Can wearing glasses actually make you more intelligent?
No one seems to know exactly why, but people often think someone who wears glasses looks more intelligent than someone who doesn’t. Studies also seem to suggest that there is actually a link between wearing glasses and intelligence. (People who need a correction rather than those who wear glasses for style, that is.) So, what are the facts?
A friend recently tweeted “Urgent: I’m meeting my in-laws tomorrow, how should I dress?” I read the replies from her followers, each funnier than the last, until I found this one: “Wear glasses, it will make you seem more serious”. Reading that comment made me want to understand why this cliché is so engrained in our imaginations. Why do we think someone who wears glasses is more serious – intelligent even – than someone who doesn’t? Surely a higher IQ can’t actually be caused by wearing glasses. Anyone can wear glasses without a correction, but it seems unlikely that these will do much for their intelligence, unfortunately. Wondering about how this cliché could still be so pervasive today, I suddenly realized how common it is in movies and TV shows.
A closer look at pop culture
One Mardi Gras at primary school, I didn’t have any idea what to wear. After much contemplation and self-reflection, I decided to go dressed as… a journalist. To create the chosen look, my mother put together an outfit, more minimal would not be possible: a denim jacket, a shirt, a notebook, a pen and my glasses. In her eyes, and also in mine, glasses were essential for the serious and intelligent image I was going for. And the proof was in the pudding: everyone at school instantly recognized what I was meant to be.
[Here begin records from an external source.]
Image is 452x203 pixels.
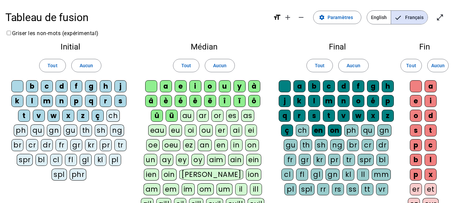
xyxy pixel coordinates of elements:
[41,139,53,151] div: dr
[191,154,204,166] div: oy
[80,62,93,70] span: Aucun
[343,154,355,166] div: tr
[246,168,261,181] div: ion
[248,95,260,107] div: ô
[100,139,112,151] div: pr
[233,80,245,92] div: y
[169,124,182,136] div: eu
[65,154,77,166] div: fl
[391,11,427,24] span: Français
[228,154,244,166] div: ain
[204,95,216,107] div: ë
[85,139,97,151] div: kr
[160,95,172,107] div: è
[47,110,60,122] div: w
[409,168,422,181] div: p
[216,183,232,195] div: um
[245,139,259,151] div: on
[246,154,261,166] div: ein
[330,139,344,151] div: ng
[41,95,53,107] div: m
[163,183,179,195] div: em
[85,80,97,92] div: g
[361,124,374,136] div: qu
[215,124,227,136] div: er
[424,183,436,195] div: et
[357,168,369,181] div: ll
[80,124,92,136] div: th
[319,14,325,20] mat-icon: settings
[219,80,231,92] div: u
[344,124,358,136] div: ph
[26,80,38,92] div: b
[371,168,390,181] div: mm
[346,62,360,70] span: Aucun
[26,95,38,107] div: l
[94,154,106,166] div: kl
[376,183,388,195] div: vr
[296,168,308,181] div: fl
[407,43,441,51] h2: Fin
[211,110,223,122] div: or
[409,95,422,107] div: e
[161,168,177,181] div: oin
[323,110,335,122] div: t
[148,124,166,136] div: eau
[7,31,11,35] input: Griser les non-mots (expérimental)
[281,124,293,136] div: ç
[293,80,305,92] div: a
[315,139,327,151] div: sh
[92,110,104,122] div: ç
[296,124,309,136] div: ch
[436,13,444,21] mat-icon: open_in_full
[41,80,53,92] div: c
[352,95,364,107] div: o
[226,110,238,122] div: es
[325,168,339,181] div: gn
[245,124,257,136] div: ei
[406,62,416,70] span: Tout
[367,11,390,24] span: English
[198,139,212,151] div: an
[377,124,391,136] div: gn
[424,168,436,181] div: x
[233,95,245,107] div: ï
[361,139,373,151] div: cr
[248,80,260,92] div: à
[114,80,126,92] div: j
[381,95,393,107] div: p
[281,168,293,181] div: cl
[278,43,397,51] h2: Final
[424,95,436,107] div: i
[424,110,436,122] div: d
[174,80,187,92] div: e
[114,95,126,107] div: s
[197,110,209,122] div: ar
[100,95,112,107] div: r
[50,154,62,166] div: cl
[312,124,325,136] div: en
[70,168,87,181] div: phr
[230,124,242,136] div: ai
[293,110,305,122] div: r
[235,183,247,195] div: il
[357,154,373,166] div: spr
[18,110,30,122] div: t
[347,139,359,151] div: br
[51,168,67,181] div: spl
[189,95,201,107] div: ê
[424,139,436,151] div: c
[64,124,77,136] div: gu
[182,183,195,195] div: im
[293,95,305,107] div: k
[100,80,112,92] div: h
[35,154,47,166] div: bl
[311,168,323,181] div: gl
[283,13,291,21] mat-icon: add
[179,168,243,181] div: [PERSON_NAME]
[146,139,159,151] div: oe
[381,110,393,122] div: z
[361,183,373,195] div: tt
[409,183,422,195] div: er
[145,95,157,107] div: â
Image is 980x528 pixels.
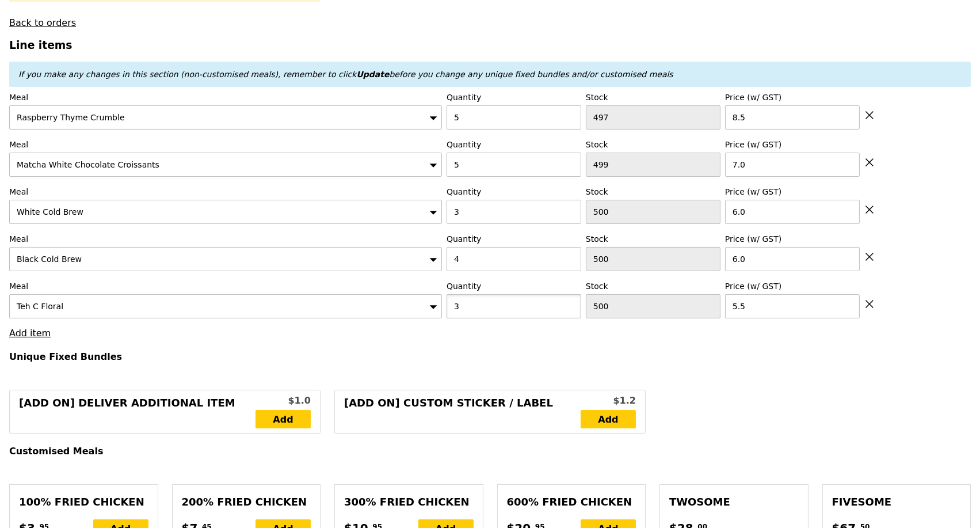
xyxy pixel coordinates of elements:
[725,186,860,197] label: Price (w/ GST)
[9,327,51,339] a: Add item
[9,39,971,51] h3: Line items
[725,233,860,245] label: Price (w/ GST)
[586,281,720,292] label: Stock
[19,494,149,510] div: 100% Fried Chicken
[9,281,442,292] label: Meal
[446,91,581,103] label: Quantity
[17,113,125,122] span: Raspberry Thyme Crumble
[586,186,720,197] label: Stock
[725,91,860,103] label: Price (w/ GST)
[725,139,860,150] label: Price (w/ GST)
[17,160,159,169] span: Matcha White Chocolate Croissants
[19,70,674,79] em: If you make any changes in this section (non-customised meals), remember to click before you chan...
[256,394,310,408] div: $1.0
[9,186,442,197] label: Meal
[832,494,962,510] div: Fivesome
[357,70,389,79] b: Update
[446,233,581,245] label: Quantity
[344,395,581,429] div: [Add on] Custom Sticker / Label
[17,302,63,310] span: Teh C Floral
[586,139,720,150] label: Stock
[256,410,310,429] a: Add
[9,233,442,245] label: Meal
[9,446,971,457] h4: Customised Meals
[446,139,581,150] label: Quantity
[9,91,442,103] label: Meal
[17,255,82,264] span: Black Cold Brew
[9,139,442,150] label: Meal
[586,91,720,103] label: Stock
[581,394,636,408] div: $1.2
[581,410,636,429] a: Add
[182,494,311,510] div: 200% Fried Chicken
[344,494,474,510] div: 300% Fried Chicken
[9,17,76,28] a: Back to orders
[446,186,581,197] label: Quantity
[17,207,83,217] span: White Cold Brew
[19,395,256,429] div: [Add on] Deliver Additional Item
[586,233,720,245] label: Stock
[446,281,581,292] label: Quantity
[507,494,636,510] div: 600% Fried Chicken
[725,281,860,292] label: Price (w/ GST)
[9,351,971,362] h4: Unique Fixed Bundles
[670,494,799,510] div: Twosome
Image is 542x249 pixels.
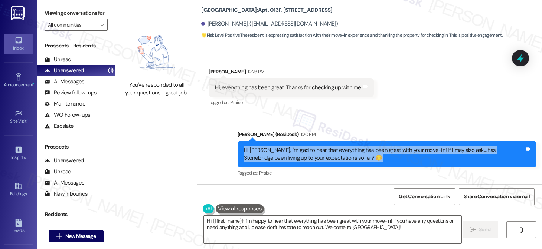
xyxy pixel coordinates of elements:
[33,81,34,86] span: •
[106,65,115,76] div: (1)
[45,122,73,130] div: Escalate
[11,6,26,20] img: ResiDesk Logo
[45,56,71,63] div: Unread
[45,111,90,119] div: WO Follow-ups
[45,100,85,108] div: Maintenance
[209,68,374,78] div: [PERSON_NAME]
[4,180,33,200] a: Buildings
[399,193,450,201] span: Get Conversation Link
[65,233,96,240] span: New Message
[45,7,108,19] label: Viewing conversations for
[201,32,239,38] strong: 🌟 Risk Level: Positive
[463,193,530,201] span: Share Conversation via email
[201,6,332,14] b: [GEOGRAPHIC_DATA]: Apt. 013F, [STREET_ADDRESS]
[299,131,315,138] div: 1:20 PM
[4,34,33,54] a: Inbox
[45,168,71,176] div: Unread
[518,227,524,233] i: 
[45,67,84,75] div: Unanswered
[100,22,104,28] i: 
[201,32,502,39] span: : The resident is expressing satisfaction with their move-in experience and thanking the property...
[244,147,524,163] div: Hi [PERSON_NAME], I'm glad to hear that everything has been great with your move-in! If I may als...
[479,226,490,234] span: Send
[27,118,28,123] span: •
[462,222,498,238] button: Send
[49,231,104,243] button: New Message
[4,217,33,237] a: Leads
[45,157,84,165] div: Unanswered
[459,188,534,205] button: Share Conversation via email
[204,216,461,244] textarea: Hi {{first_name}}, I'm happy to hear that everything has been great with your move-in! If you hav...
[45,190,88,198] div: New Inbounds
[246,68,265,76] div: 12:28 PM
[4,107,33,127] a: Site Visit •
[124,81,189,97] div: You've responded to all your questions - great job!
[45,179,84,187] div: All Messages
[237,168,536,178] div: Tagged as:
[37,143,115,151] div: Prospects
[215,84,362,92] div: Hi, everything has been great. Thanks for checking up with me.
[26,154,27,159] span: •
[230,99,242,106] span: Praise
[209,97,374,108] div: Tagged as:
[470,227,476,233] i: 
[45,89,96,97] div: Review follow-ups
[56,234,62,240] i: 
[4,144,33,164] a: Insights •
[201,20,338,28] div: [PERSON_NAME]. ([EMAIL_ADDRESS][DOMAIN_NAME])
[394,188,455,205] button: Get Conversation Link
[124,27,189,77] img: empty-state
[48,19,96,31] input: All communities
[259,170,271,176] span: Praise
[237,131,536,141] div: [PERSON_NAME] (ResiDesk)
[45,78,84,86] div: All Messages
[37,42,115,50] div: Prospects + Residents
[37,211,115,219] div: Residents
It’s something we see over and over again in movies and on TV. There’s Skeeter, played by Emma Stone in the film The Help who has just finished her journalism degree in New York and demonstrates her new skills by tapping on a laptop… wearing glasses. There’s also the glasses-wearing Velma in Scooby Doo who is by far the most intelligent of the five main characters. Then there’s Elle Woods played by Reese Witherspoon in Legally Blonde who chooses to wear glasses to look more serious when she begins her classes at Harvard. Because you understand, the cliché of a blonde bimbo is already hard to swallow, so wearing glasses makes her instantly more intelligent, or at least that’s what we’re given to understand. It would be hard not to talk about Clark Kent, who, in order not to be rumbled as Superman, wears glasses and works as a (you guessed it) a journalist at the Daily Planet where he eventually becomes editor-in-chief. More recently there was the comedy spy film Kingsman which led us to believe through the Cutler and Gross-wearing hero, Eggsy, played by Taron Egerton, that all good spies should have a pair of glasses in their kit. Let’s leave James Bond’s sunglasses, though, because here we’re concentrating on spectacles.
“Your glasses make you more intelligent”
To find some much needed answers on this issue, I typed ‘glasses clichés’ into Google and found an article rounding up the ‘15 secrets that people who wear glasses will never admit’. Amongst this collection of confessions was ‘In an interview, you seem a lot more serious’, ‘When you speak to someone, they listen a lot more closely (because they think they’re dealing with a genius)’, ‘Your glasses make you instantly more intelligent: people believe what you say!’, and even ‘It gives you years of experience (if you don’t have any on your CV)’. Get the idea? Imagine my surprise, and probably now yours, when I learnt that researchers at the University of Edinburgh might have discovered that wearing glasses (with a correction) could have a scientific correlation with cognitive functions like vision, reason, attention and memory in older people. Studying the genome of over 300,000 people (aged between 16 and 102), they found that being short-sighted can have a correlation with being intelligent. In the same study, the probability of having higher cognitive abilities was increased by 30% in people who needed a sight correction. That all said, the findings of this study should be taken with a pinch of salt since intelligence is not really measurable and we’re talking about a correlation rather than a clear link. But ultimately there’s still one question left unanswered: does intelligence cause sight problems because we use our eyes so much reading, for example, or are our sight problems a sign of intelligence? For now, we just don’t know.